Julie entered my class daily, threw down her books, and sulked. Her mother eventually telephoned me, asking why Julie became angry in chorus.
"Julie doesn't become angry," I explained; "she arrives angry."
"Julie is an angry person," her mother confessed.
Risking, I said, "Anger is learned behavior; from which of her parents did she learn it?"
After a long silence, she answered, crying, "You're right; her father relates to her in anger. I'll talk with him tonight."
The next day Julie entered class smiling. I sensed her parents had communicated with her in love.
King Solomon said, "A word fitly spoken is like apples of gold in pictures of silver" (Prov. 25:11). Words can either wreck and ruin, or revive and restore relationships. Parents who wage war with words scar their children. In contrast, parents communicating in love and encouragement condition their children for happiness. There's no better time and place to learn God's teachings than early in life in one's home (Prov. 4:3-6).
The Jewish father in Prov. 4:3-6 provides a good example by communicating to his son the same religious teachings he learned from his father. Our lesson contrasts the healthy relationship between them, to the strained relationship Absalom and King David shared (2 Sam. 14).
David was a successful king, but a failure as a father. Poor communication resulted, not only from David's neglect, but also from the poor example of his sin with Bathsheba. Though God forgave (Ps. 51), David reaped what he sowed. Absalom murdered Amnon for raping their sister, and suffered untimely death in battle, attempting to usurp his father's throne.
An unknown author contrasted styles of communication when he wrote: "I shot an arrow into the air; it fell to earth, I knew not where.
Long years after in the heart of an oak, I found my arrow still unbroken.
I breathed a song into the air; it fell to earth, I knew not where.
But long years after, in the heart of a friend, I found my song from beginning to end."
Good communication can remove arrows and replace them with songs. The world watches us. Whenever, by word and deed, our communication reveals our Christianity, we make a difference for God and His world.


- Your instructions
In the copy you make, keep each entry exactly as it is and leave out all images.

- Information shown
*** Begin section ***

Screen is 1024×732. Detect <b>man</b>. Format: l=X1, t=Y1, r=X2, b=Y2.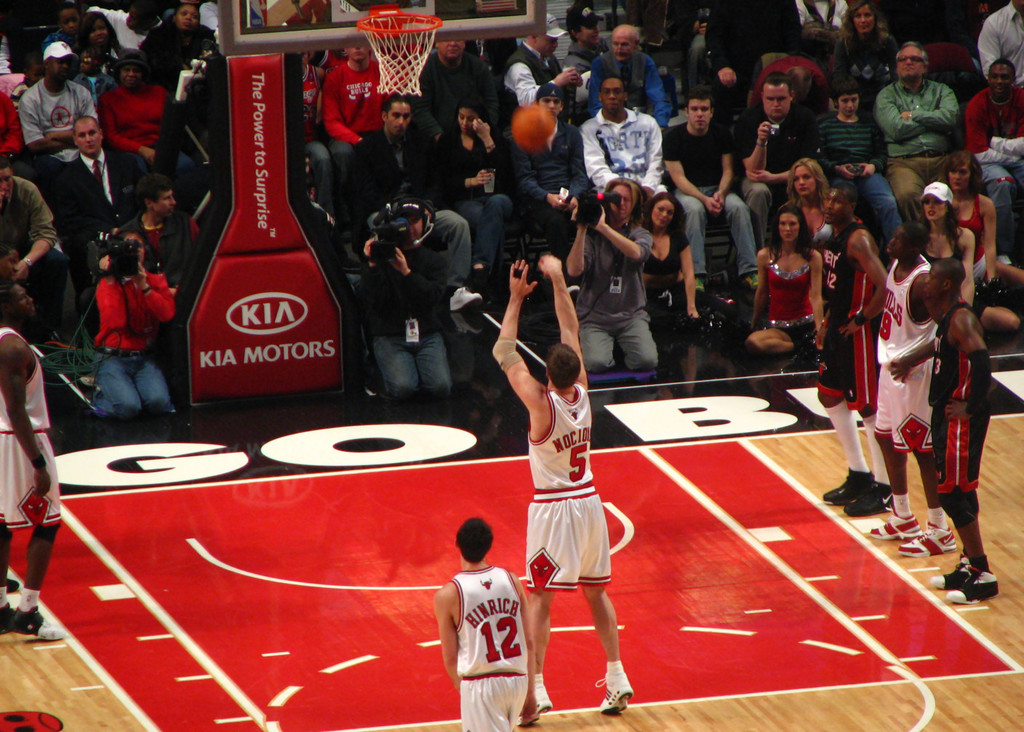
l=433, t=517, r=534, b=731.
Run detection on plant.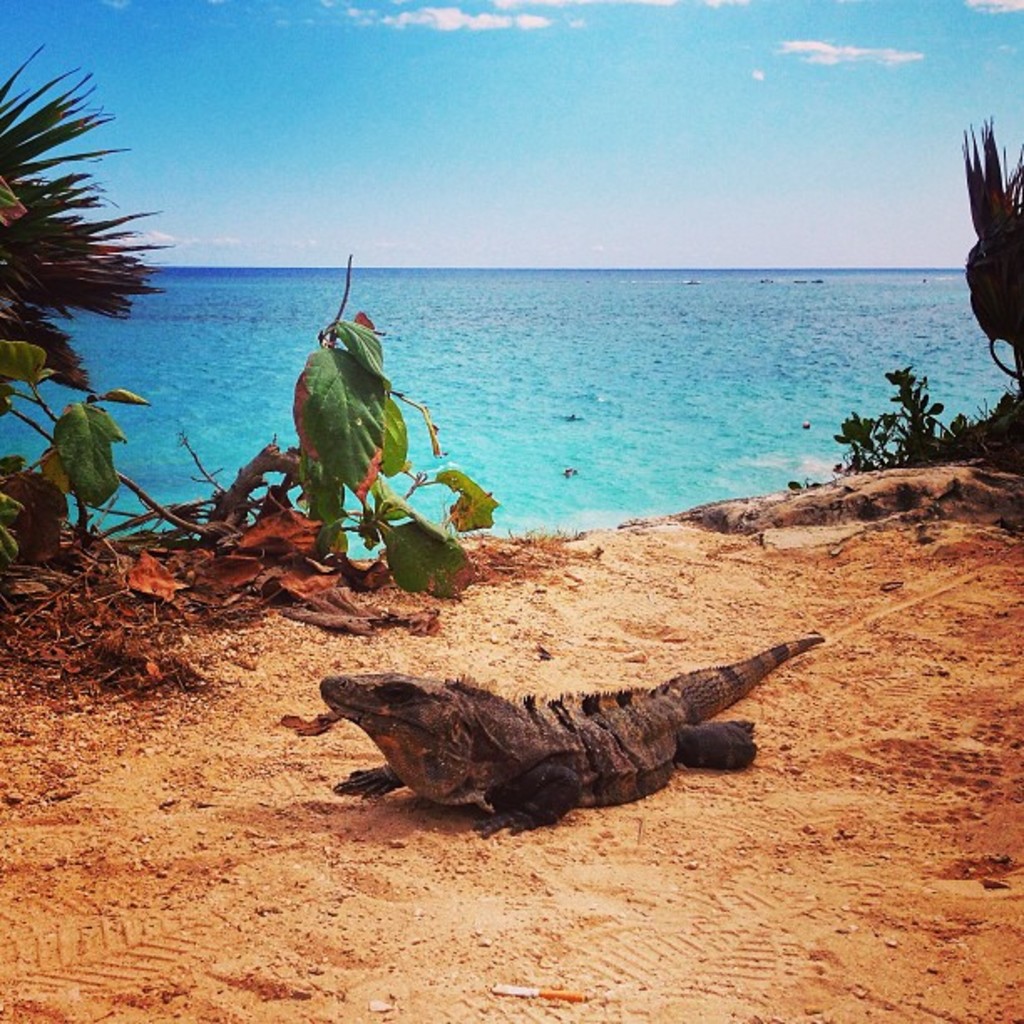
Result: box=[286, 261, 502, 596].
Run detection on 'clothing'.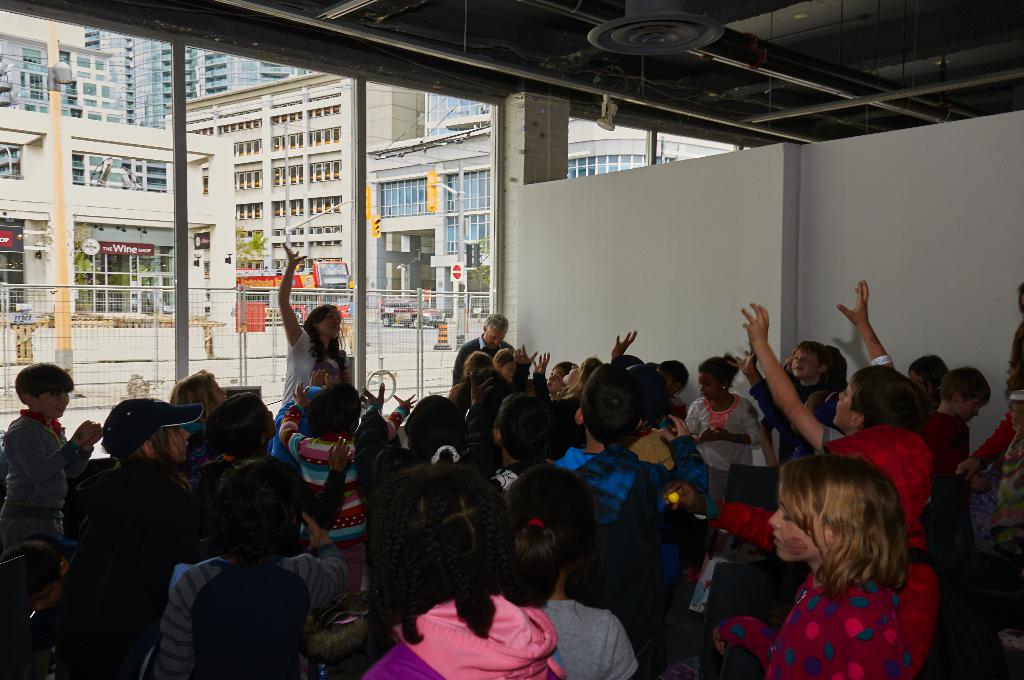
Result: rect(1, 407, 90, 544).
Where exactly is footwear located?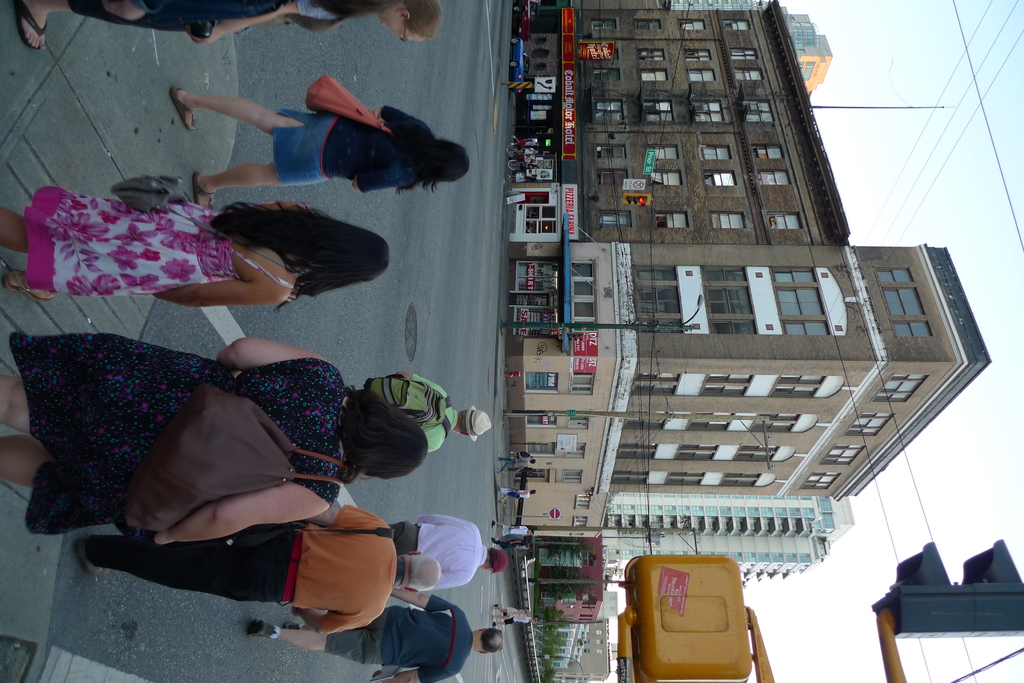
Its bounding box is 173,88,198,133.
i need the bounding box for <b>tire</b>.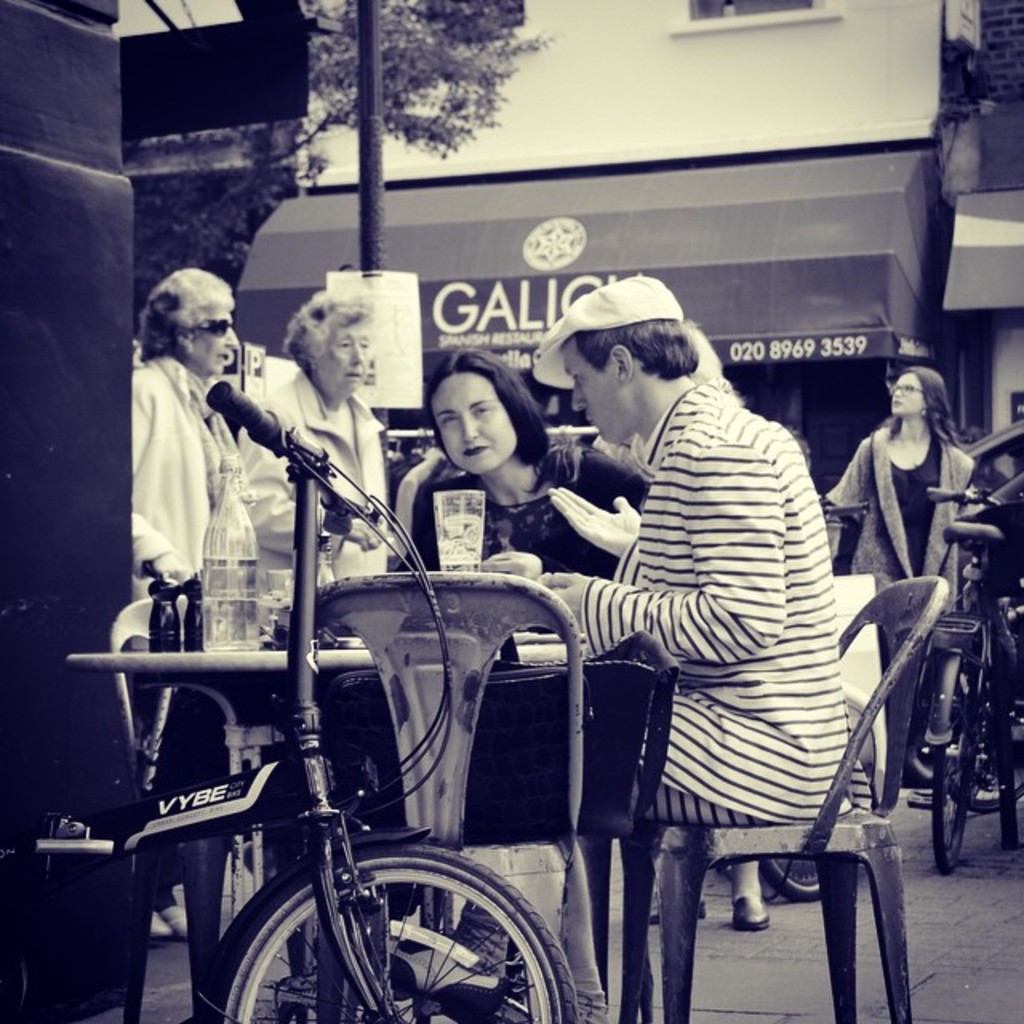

*** End section ***

- Answer section
Screen is 1024×732. Detect <b>man</b>. Format: l=X1, t=Y1, r=X2, b=Y2.
l=433, t=517, r=534, b=731.
Run detection on plant.
Result: box=[286, 261, 502, 596].
Run detection on 'clothing'.
Result: rect(1, 407, 90, 544).
Where exactly is footwear located?
Its bounding box is 173,88,198,133.
i need the bounding box for <b>tire</b>.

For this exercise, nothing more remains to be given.